The Veteran's claim for service connection for diabetes mellitus, type II and prostate cancer was granted. The claim for erectile dysfunction is remanded.
The deciding factor: The Veteran was exposed to herbicide agents during his service in Thailand and has current diagnoses of type II diabetes and prostate cancer.
- Claimed conditions
- diabetes mellitus, type II, prostate cancer
- How they argued it
- Presumptive (no nexus needed)
- Exposure basis
- Burn pits / airborne hazards
- Rating assigned
- None in this decision
- Decision date
- August 27, 2019
- Citation
- 19165979
This is a plain-language summary generated by AI from a public Board of Veterans’ Appeals decision. It can contain errors — always verify against the original. Look up the original decision on VA.gov (opens in a new tab) using citation 19165979.
What this means for you
A grant means the Board agreed the veteran was entitled to the benefit. Decisions like this show the kind of evidence and arguments that tend to succeed for claims like it.
What you can do next
Related decisions
Other Board decisions on a similar condition or argued the same way.
- Denied
The Board denied service connection for various conditions, including prostate cancer and related disabilities, urinary incontinence, sleep apnea, hypertension, varicose veins, lumbar spine disability, hip arthritis, shoulder arthritis, ankle arthritis, knee strain, knee replacement, and hand arthritis. The only condition granted was a 10 percent rating for a fracture of the right proximal first metacarpal.
- Granted
The Board granted service connection for prostate cancer, related to in-service exposures at Camp Lejeune.
- Remanded (sent back)
The Board remands the claims for service connection for hypertension and diabetes mellitus to obtain further medical opinions regarding their potential relationship to toxic exposures during active service.
- Remanded (sent back)
The Veteran is granted an effective date of April 25, 2014, for service connection for prostate cancer.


EXERCISE:
Whenever a line below holds the word "this", count it; then give the total and nothing else.

- Opening Delimiter -

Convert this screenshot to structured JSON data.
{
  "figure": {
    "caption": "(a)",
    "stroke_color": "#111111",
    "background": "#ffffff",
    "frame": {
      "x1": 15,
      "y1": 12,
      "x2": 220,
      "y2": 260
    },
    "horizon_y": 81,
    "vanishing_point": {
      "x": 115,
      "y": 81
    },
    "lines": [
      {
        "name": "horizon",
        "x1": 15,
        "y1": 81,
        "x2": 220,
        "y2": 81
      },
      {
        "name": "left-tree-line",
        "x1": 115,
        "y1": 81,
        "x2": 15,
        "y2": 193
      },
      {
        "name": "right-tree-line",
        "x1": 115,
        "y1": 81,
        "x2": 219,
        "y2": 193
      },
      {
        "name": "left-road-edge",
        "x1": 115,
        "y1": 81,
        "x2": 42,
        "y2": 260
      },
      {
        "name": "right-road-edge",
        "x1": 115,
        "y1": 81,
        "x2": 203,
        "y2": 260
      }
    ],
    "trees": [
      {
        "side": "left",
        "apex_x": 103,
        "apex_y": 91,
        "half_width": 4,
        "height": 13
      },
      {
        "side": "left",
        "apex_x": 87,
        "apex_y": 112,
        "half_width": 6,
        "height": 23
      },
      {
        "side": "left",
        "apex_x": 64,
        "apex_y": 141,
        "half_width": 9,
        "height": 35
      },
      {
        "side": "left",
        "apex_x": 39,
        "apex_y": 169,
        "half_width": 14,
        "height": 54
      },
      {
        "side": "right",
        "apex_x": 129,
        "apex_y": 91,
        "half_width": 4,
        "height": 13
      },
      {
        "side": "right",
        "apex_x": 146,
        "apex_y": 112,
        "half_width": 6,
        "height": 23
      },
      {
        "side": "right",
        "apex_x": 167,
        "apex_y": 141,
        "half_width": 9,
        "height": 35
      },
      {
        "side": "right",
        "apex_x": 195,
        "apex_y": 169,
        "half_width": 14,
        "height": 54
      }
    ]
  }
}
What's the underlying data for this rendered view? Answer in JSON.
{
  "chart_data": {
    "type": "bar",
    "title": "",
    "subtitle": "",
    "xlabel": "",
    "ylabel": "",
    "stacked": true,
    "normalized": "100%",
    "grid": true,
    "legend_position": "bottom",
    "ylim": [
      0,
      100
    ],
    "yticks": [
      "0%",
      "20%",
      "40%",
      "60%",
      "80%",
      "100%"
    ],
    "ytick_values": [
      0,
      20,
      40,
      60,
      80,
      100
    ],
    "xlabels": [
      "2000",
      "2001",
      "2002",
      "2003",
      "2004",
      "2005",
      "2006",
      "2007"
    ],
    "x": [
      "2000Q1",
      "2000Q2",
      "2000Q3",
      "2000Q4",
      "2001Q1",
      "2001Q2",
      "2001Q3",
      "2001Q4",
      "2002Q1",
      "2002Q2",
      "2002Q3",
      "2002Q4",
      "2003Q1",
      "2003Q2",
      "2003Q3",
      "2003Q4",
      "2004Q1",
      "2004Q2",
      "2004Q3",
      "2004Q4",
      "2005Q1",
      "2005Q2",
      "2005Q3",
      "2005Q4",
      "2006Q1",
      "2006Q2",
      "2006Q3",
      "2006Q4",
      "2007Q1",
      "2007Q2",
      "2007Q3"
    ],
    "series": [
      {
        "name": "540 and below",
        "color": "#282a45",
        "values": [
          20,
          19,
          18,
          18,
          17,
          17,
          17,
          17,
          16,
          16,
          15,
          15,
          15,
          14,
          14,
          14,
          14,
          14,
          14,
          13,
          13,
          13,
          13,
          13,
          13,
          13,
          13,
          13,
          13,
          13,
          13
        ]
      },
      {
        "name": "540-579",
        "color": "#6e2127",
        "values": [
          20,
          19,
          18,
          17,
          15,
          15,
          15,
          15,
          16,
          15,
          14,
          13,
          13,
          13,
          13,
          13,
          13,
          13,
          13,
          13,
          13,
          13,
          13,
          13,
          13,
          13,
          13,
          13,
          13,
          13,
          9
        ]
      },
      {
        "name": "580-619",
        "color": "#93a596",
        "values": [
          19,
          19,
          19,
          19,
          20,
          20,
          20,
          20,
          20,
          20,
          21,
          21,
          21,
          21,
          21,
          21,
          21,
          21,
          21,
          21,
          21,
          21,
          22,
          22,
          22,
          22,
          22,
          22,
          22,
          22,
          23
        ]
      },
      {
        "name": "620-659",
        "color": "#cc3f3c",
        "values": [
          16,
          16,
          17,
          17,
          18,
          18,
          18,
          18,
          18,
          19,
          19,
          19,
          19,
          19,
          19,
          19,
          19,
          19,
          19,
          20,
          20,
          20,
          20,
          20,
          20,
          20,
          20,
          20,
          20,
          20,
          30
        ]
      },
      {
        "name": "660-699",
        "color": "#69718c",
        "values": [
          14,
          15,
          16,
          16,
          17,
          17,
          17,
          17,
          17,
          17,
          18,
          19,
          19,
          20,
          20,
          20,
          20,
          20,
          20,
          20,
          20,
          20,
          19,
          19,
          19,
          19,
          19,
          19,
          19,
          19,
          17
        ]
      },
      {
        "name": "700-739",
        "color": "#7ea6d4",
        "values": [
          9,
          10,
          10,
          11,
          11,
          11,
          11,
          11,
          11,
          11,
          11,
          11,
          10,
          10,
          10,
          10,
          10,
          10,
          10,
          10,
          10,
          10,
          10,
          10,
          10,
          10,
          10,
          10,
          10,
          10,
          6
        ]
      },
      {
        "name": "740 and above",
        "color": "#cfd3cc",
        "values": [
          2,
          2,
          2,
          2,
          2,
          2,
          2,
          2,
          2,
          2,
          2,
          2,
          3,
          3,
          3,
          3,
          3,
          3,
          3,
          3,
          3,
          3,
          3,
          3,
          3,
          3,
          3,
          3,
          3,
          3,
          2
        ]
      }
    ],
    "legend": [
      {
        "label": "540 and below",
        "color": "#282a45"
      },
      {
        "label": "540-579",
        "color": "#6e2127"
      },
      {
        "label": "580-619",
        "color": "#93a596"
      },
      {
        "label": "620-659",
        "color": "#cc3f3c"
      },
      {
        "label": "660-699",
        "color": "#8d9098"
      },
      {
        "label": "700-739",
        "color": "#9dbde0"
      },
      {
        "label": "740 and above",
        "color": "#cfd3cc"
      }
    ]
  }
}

- Closing Delimiter -

RESPONSE TO THE EXERCISE:
2